Designing LIDAR on a Chip: A Multiphysics Simulation Workflow for Integrated Photonics
Introduction
LIDAR (Light Detection and Ranging) has become a cornerstone technology for autonomous vehicles, enabling high resolution spatial mapping and object detection. As the industry pushes toward scalable, cost-effective solutions, LIDAR on a chip has emerged as a compelling alternative to traditional mechanical systems. Its advantages—compactness, robustness, and the absence of moving parts—make it an excellent candidate for large volume manufacturing.
However, achieving commercially viable on chip LIDAR requires careful optimization. Designers must minimize insertion loss, maximize output optical power, broaden beam steering range, and narrow the emitted beam. To meet these challenges, reliable and specialized photonic simulation tools are essential for reducing development cycles and ensuring high performance designs.
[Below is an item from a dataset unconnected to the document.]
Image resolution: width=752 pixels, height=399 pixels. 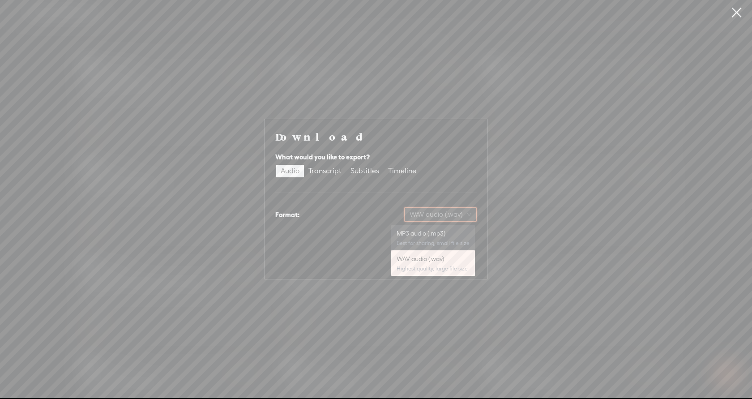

Overall Design and Simulation Strategy
To efficiently design a LIDAR-on-chip system, the device is decomposed into functional blocks, each simulated using the most appropriate tool from the RSoft Photonic Device Tools suite:
- Cascaded 1×32 splitter: BeamPROP BPM™
BPM is ideal for 1×2 splitters due to little backward reflection and suitability for slowly varying structures. - Thermo-optical phase shifter: BeamPROP BPM™ + Multiphysics Utility
BPM handles optical propagation, while the Multiphysics Utility computes temperature dependent refractive index perturbations. - Emitter (grating antenna array): FullWAVE FDTD™
FDTD (Finite Difference Time Domain) is required for omnidirectional light propagation and accurate grating coupler modeling.
This modular approach ensures each component is optimized using the most accurate and computationally efficient method available.
Fig. 1: The overall design is composed of a splitter tree that could use either MMI or Ybranch splitters, then a thermo-optical phase shifter, and finally a collection of antennas for the emitter.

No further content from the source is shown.